Advances in the construction of the UC Institutional Data Warehouse

Information integration is a key step to transform institutional data into strategic assets, which facilitate decision making. Added to this UC initiative is the creation of a new institutional dictionary for data and information governance.

Illustration that shows two coworkers, a man and a woman, talking about university data.

photo_camera The purpose of having an institutional data model is to be able to move towards a methodology that allows those who work in the university to access relevant data, also to relate them and to be able to share them with other people in a regulated and standardized way.

A notable advance has presented in recent months the project to create a Data Warehouse, the data warehouse for the Catholic University. It involves the implementation of an architecture for the integration and ingestion of data generated by the institution, such as the number of students, graduates, academic offer, figures related to infrastructure, among others.

Having this information validated and on an online platform will allow speeding up the analysis and decision-making process within the campus.

Claudia Leiva, Director of Data and Information Governance , explains that different information systems have historically operated at UC, but they have not been connected or integrated into a centralized platform, this makes effective management and evidence-based decision making is very difficult to achieve, since the effort to access the data can often be slow and complex.

“We are building an architecture and modeling that allows us to ingest and integrate data from different units in the Institutional Data Warehouse,” he points out and adds that the UC data model must also remain in time, independent of the systems or units that generate the information.

In this process, more than 30 information systems, which jointly included approximately seven thousand tables with data of various kinds, were reviewed, in conjunction with the Information Technology Office, and with the participation of about 40 people from different directions of the university.

After this process, more expeditious access to the information has been achieved but, in addition, it has allowed the data to be sorted according to a similar and high-level quality standard. Likewise, thanks to the support of the Directorates of Academic and Personnel Records , the two platforms that contain more institutional information have been explored: Banner and Peoplesoft, which in addition to contributing with completing the Data Warehouse also make up a large part of the institutional data model .

The purpose is to move towards a methodology that allows those who work at UC to access relevant data, also relate it and be able to share it with other people in a regulated and standardized way.

“By having the information systems integrated with each other in a kind of ecosystem, with shared standards, we will be able to quickly answer strategic questions on different topics, such as, for example, knowing all the information that UC has about an academic or student, independent of the source of each piece of information ”, says Claudia Leiva.

Meanwhile Roberto Price, Director of Informatics at the Catholic University, explains the importance of being able to govern the information generated by the university:

“Data is a very valuable asset for UC, but it will only be useful if it is governed and available. From the IT Directorate we have to protect many data, the effort made during this time allowed us to move forward so that these are available in a data warehouse and can be used in evidence-based decision-making, ”he says.

New data dictionary and pandemic 

Another important step that has been taken in recent months is the creation of a new data dictionary , which allows the generation of a common language to describe the information generated by the university. For example, the dictionary contains the definition of how the concept “useful square meters of laboratories” or “bilateral exchange agreements” should be understood, among others.

The institutional data dictionary currently contains around 600 registered and governed data (that is, that have passed through each of the stages of the GOB D + I Methodology), it also indicates who is the person responsible for said information at the Institution and what is its level of privacy (that is, how this data can be accessed in the institution).

This is how any member of the UC community can access this information through the site  dictionarydedatos.uc.cl . “The institutional dictionary saves and makes valid the definitions of the governance process agreed jointly by those responsible for data, experts and all those participants who represent each academic and administrative unit of the university in Data Government”, says Claudia Leiva.

The Data and Information Governance Directorate is also actively participating in the development of the iCOVID Chile platform, which allows providing indicators on the evolution of the pandemic at the national level. The project, which has been jointly articulated by academics from the UC, the University of Chile and the University of Concepción, has a data visualization system on contagion figures that has been precisely implemented by the Directorate of Data Government Information.

This tool has been very relevant in the context of the health crisis both for the authorities and for the general public, because through the visualization of the information people can review the status of indicators in key dimensions for the diagnosis of the pandemic and its evolution over time, favoring decision-making. In the last three months, the platform has registered more than 15 thousand visits.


### What is required
In the data below, find every line with the word "structure" and copy it.

### Records excerpted from a collection
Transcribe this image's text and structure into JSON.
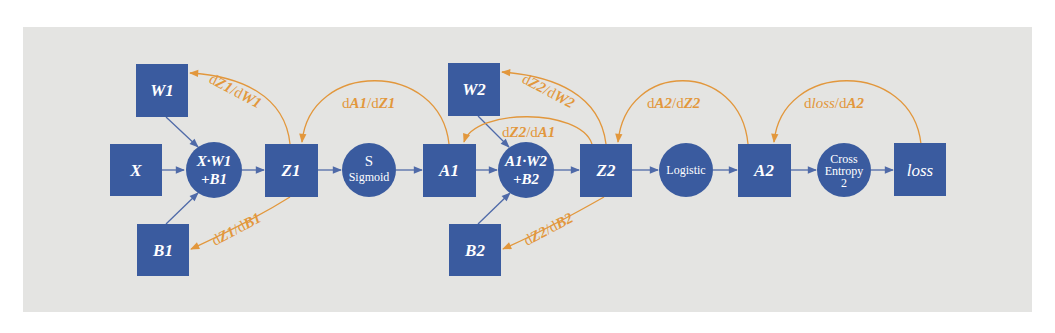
{
  "diagram": {
    "colors": {
      "node": "#3a5b9f",
      "forward_edge": "#4f6aa8",
      "backward_edge": "#e2973c",
      "panel_background": "#e4e4e2"
    },
    "nodes": {
      "X": "X",
      "W1": "W1",
      "B1": "B1",
      "op1_line1": "X·W1",
      "op1_line2": "+B1",
      "Z1": "Z1",
      "sigmoid_line1": "S",
      "sigmoid_line2": "Sigmoid",
      "A1": "A1",
      "W2": "W2",
      "B2": "B2",
      "op2_line1": "A1·W2",
      "op2_line2": "+B2",
      "Z2": "Z2",
      "logistic": "Logistic",
      "A2": "A2",
      "ce_line1": "Cross",
      "ce_line2": "Entropy",
      "ce_line3": "2",
      "loss": "loss"
    },
    "gradients": {
      "dZ1_dW1": {
        "d1": "d",
        "v1": "Z1",
        "sep": "/d",
        "v2": "W1"
      },
      "dZ1_dB1": {
        "d1": "d",
        "v1": "Z1",
        "sep": "/d",
        "v2": "B1"
      },
      "dA1_dZ1": {
        "d1": "d",
        "v1": "A1",
        "sep": "/d",
        "v2": "Z1"
      },
      "dZ2_dW2": {
        "d1": "d",
        "v1": "Z2",
        "sep": "/d",
        "v2": "W2"
      },
      "dZ2_dA1": {
        "d1": "d",
        "v1": "Z2",
        "sep": "/d",
        "v2": "A1"
      },
      "dZ2_dB2": {
        "d1": "d",
        "v1": "Z2",
        "sep": "/d",
        "v2": "B2"
      },
      "dA2_dZ2": {
        "d1": "d",
        "v1": "A2",
        "sep": "/d",
        "v2": "Z2"
      },
      "dloss_dA2": {
        "d1": "d",
        "v1": "loss",
        "sep": "/d",
        "v2": "A2"
      }
    }
  }
}
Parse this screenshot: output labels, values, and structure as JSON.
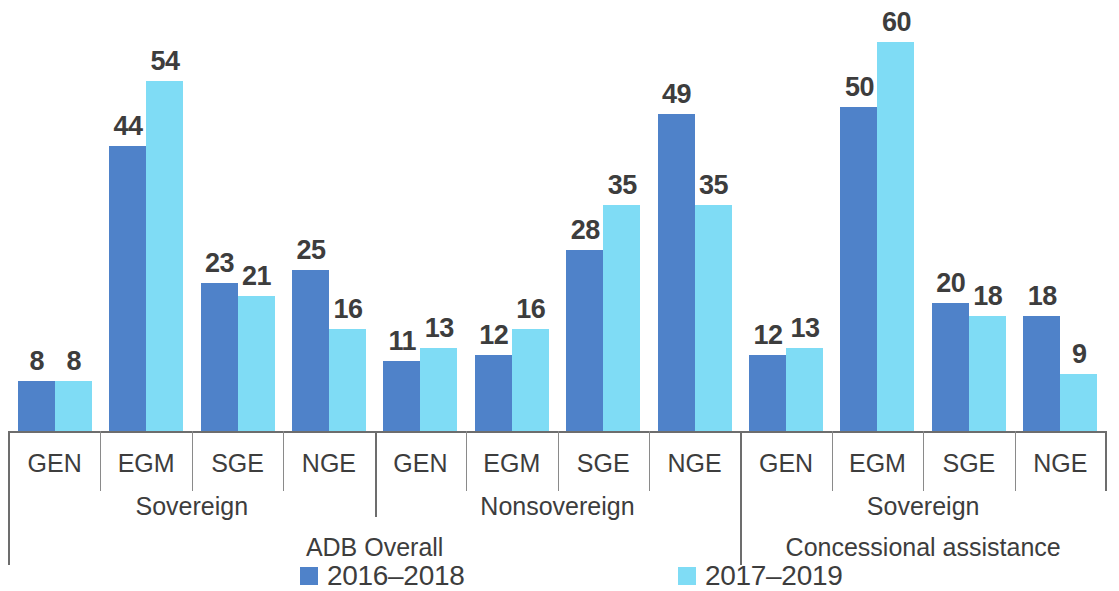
{
  "chart_data": {
    "type": "bar",
    "title": "",
    "xlabel": "",
    "ylabel": "",
    "ylim": [
      0,
      60
    ],
    "grid": false,
    "legend_position": "bottom",
    "categories": [
      "GEN",
      "EGM",
      "SGE",
      "NGE",
      "GEN",
      "EGM",
      "SGE",
      "NGE",
      "GEN",
      "EGM",
      "SGE",
      "NGE"
    ],
    "series": [
      {
        "name": "2016–2018",
        "color": "#4f82c9",
        "values": [
          8,
          44,
          23,
          25,
          11,
          12,
          28,
          49,
          12,
          50,
          20,
          18
        ]
      },
      {
        "name": "2017–2019",
        "color": "#7fdcf5",
        "values": [
          8,
          54,
          21,
          16,
          13,
          16,
          35,
          35,
          13,
          60,
          18,
          9
        ]
      }
    ],
    "groups": [
      {
        "label": "Sovereign",
        "categories": [
          "GEN",
          "EGM",
          "SGE",
          "NGE"
        ]
      },
      {
        "label": "Nonsovereign",
        "categories": [
          "GEN",
          "EGM",
          "SGE",
          "NGE"
        ]
      },
      {
        "label": "Sovereign",
        "categories": [
          "GEN",
          "EGM",
          "SGE",
          "NGE"
        ]
      }
    ],
    "supergroups": [
      {
        "label": "ADB Overall",
        "groups": [
          "Sovereign",
          "Nonsovereign"
        ]
      },
      {
        "label": "Concessional assistance",
        "groups": [
          "Sovereign"
        ]
      }
    ]
  },
  "axis": {
    "cells": [
      {
        "label": "GEN"
      },
      {
        "label": "EGM"
      },
      {
        "label": "SGE"
      },
      {
        "label": "NGE"
      },
      {
        "label": "GEN"
      },
      {
        "label": "EGM"
      },
      {
        "label": "SGE"
      },
      {
        "label": "NGE"
      },
      {
        "label": "GEN"
      },
      {
        "label": "EGM"
      },
      {
        "label": "SGE"
      },
      {
        "label": "NGE"
      }
    ],
    "group_labels": [
      "Sovereign",
      "Nonsovereign",
      "Sovereign"
    ],
    "super_labels": [
      "ADB Overall",
      "Concessional assistance"
    ]
  },
  "legend": {
    "entries": [
      {
        "label": "2016–2018",
        "color": "#4f82c9"
      },
      {
        "label": "2017–2019",
        "color": "#7fdcf5"
      }
    ]
  }
}
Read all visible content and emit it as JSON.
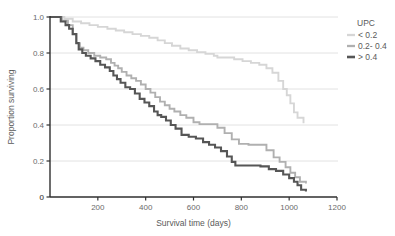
{
  "chart_data": {
    "type": "line",
    "title": "",
    "subtitle": "",
    "xlabel": "Survival time (days)",
    "ylabel": "Proportion surviving",
    "xlim": [
      0,
      1200
    ],
    "ylim": [
      0,
      1.0
    ],
    "xticks": [
      "0",
      "200",
      "400",
      "600",
      "800",
      "1000",
      "1200"
    ],
    "xtick_values": [
      0,
      200,
      400,
      600,
      800,
      1000,
      1200
    ],
    "yticks": [
      "0",
      "0.2",
      "0.4",
      "0.6",
      "0.8",
      "1.0"
    ],
    "ytick_values": [
      0,
      0.2,
      0.4,
      0.6,
      0.8,
      1.0
    ],
    "grid": "horizontal",
    "legend_position": "right",
    "legend_title": "UPC",
    "step_type": "post",
    "series": [
      {
        "name": "< 0.2",
        "color": "#d6d6d6",
        "x": [
          0,
          60,
          95,
          130,
          165,
          200,
          240,
          275,
          310,
          345,
          380,
          415,
          450,
          480,
          510,
          545,
          580,
          615,
          650,
          685,
          700,
          735,
          770,
          805,
          840,
          875,
          905,
          930,
          955,
          975,
          990,
          1005,
          1020,
          1035,
          1060
        ],
        "y": [
          1.0,
          0.99,
          0.975,
          0.965,
          0.955,
          0.945,
          0.935,
          0.925,
          0.915,
          0.905,
          0.895,
          0.885,
          0.87,
          0.855,
          0.84,
          0.825,
          0.815,
          0.805,
          0.795,
          0.785,
          0.775,
          0.775,
          0.765,
          0.755,
          0.745,
          0.735,
          0.715,
          0.69,
          0.645,
          0.6,
          0.565,
          0.52,
          0.47,
          0.44,
          0.41
        ]
      },
      {
        "name": "0.2- 0.4",
        "color": "#b0b0b0",
        "x": [
          0,
          50,
          75,
          95,
          110,
          125,
          140,
          160,
          185,
          210,
          235,
          255,
          270,
          285,
          300,
          320,
          340,
          360,
          380,
          400,
          420,
          440,
          460,
          480,
          500,
          520,
          545,
          570,
          600,
          625,
          660,
          700,
          730,
          760,
          790,
          830,
          870,
          905,
          935,
          960,
          985,
          1005,
          1025,
          1045,
          1070
        ],
        "y": [
          1.0,
          0.98,
          0.955,
          0.905,
          0.855,
          0.83,
          0.815,
          0.8,
          0.785,
          0.775,
          0.765,
          0.745,
          0.73,
          0.715,
          0.695,
          0.675,
          0.66,
          0.645,
          0.625,
          0.6,
          0.58,
          0.555,
          0.53,
          0.51,
          0.49,
          0.475,
          0.455,
          0.44,
          0.415,
          0.405,
          0.405,
          0.385,
          0.355,
          0.32,
          0.295,
          0.29,
          0.29,
          0.26,
          0.22,
          0.195,
          0.165,
          0.135,
          0.11,
          0.085,
          0.075
        ]
      },
      {
        "name": "> 0.4",
        "color": "#565656",
        "x": [
          0,
          45,
          65,
          80,
          95,
          110,
          120,
          135,
          150,
          170,
          190,
          210,
          230,
          250,
          265,
          280,
          295,
          315,
          335,
          355,
          375,
          395,
          415,
          435,
          450,
          465,
          485,
          505,
          525,
          550,
          580,
          610,
          640,
          665,
          690,
          715,
          740,
          760,
          775,
          800,
          840,
          880,
          915,
          945,
          975,
          1000,
          1020,
          1035,
          1050,
          1070
        ],
        "y": [
          1.0,
          0.975,
          0.955,
          0.935,
          0.905,
          0.855,
          0.82,
          0.8,
          0.785,
          0.77,
          0.755,
          0.735,
          0.72,
          0.7,
          0.675,
          0.655,
          0.635,
          0.61,
          0.6,
          0.575,
          0.545,
          0.525,
          0.505,
          0.475,
          0.455,
          0.445,
          0.425,
          0.4,
          0.38,
          0.345,
          0.335,
          0.325,
          0.305,
          0.29,
          0.275,
          0.255,
          0.225,
          0.195,
          0.175,
          0.175,
          0.175,
          0.17,
          0.155,
          0.145,
          0.125,
          0.105,
          0.085,
          0.065,
          0.04,
          0.03
        ]
      }
    ]
  },
  "legend": {
    "title": "UPC",
    "items": [
      {
        "label": "< 0.2",
        "color": "#d6d6d6"
      },
      {
        "label": "0.2- 0.4",
        "color": "#b0b0b0"
      },
      {
        "label": "> 0.4",
        "color": "#565656"
      }
    ]
  },
  "axes": {
    "x_title": "Survival time (days)",
    "y_title": "Proportion surviving"
  },
  "colors": {
    "axis": "#2f2f2f",
    "grid": "#e2e2e2",
    "tick_text": "#6b6b6b",
    "title_text": "#5a5a5a",
    "background": "#ffffff"
  }
}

### Task output
Transcribe this image's text and structure into JSON.
Parse this screenshot: output labels, values, and structure as JSON.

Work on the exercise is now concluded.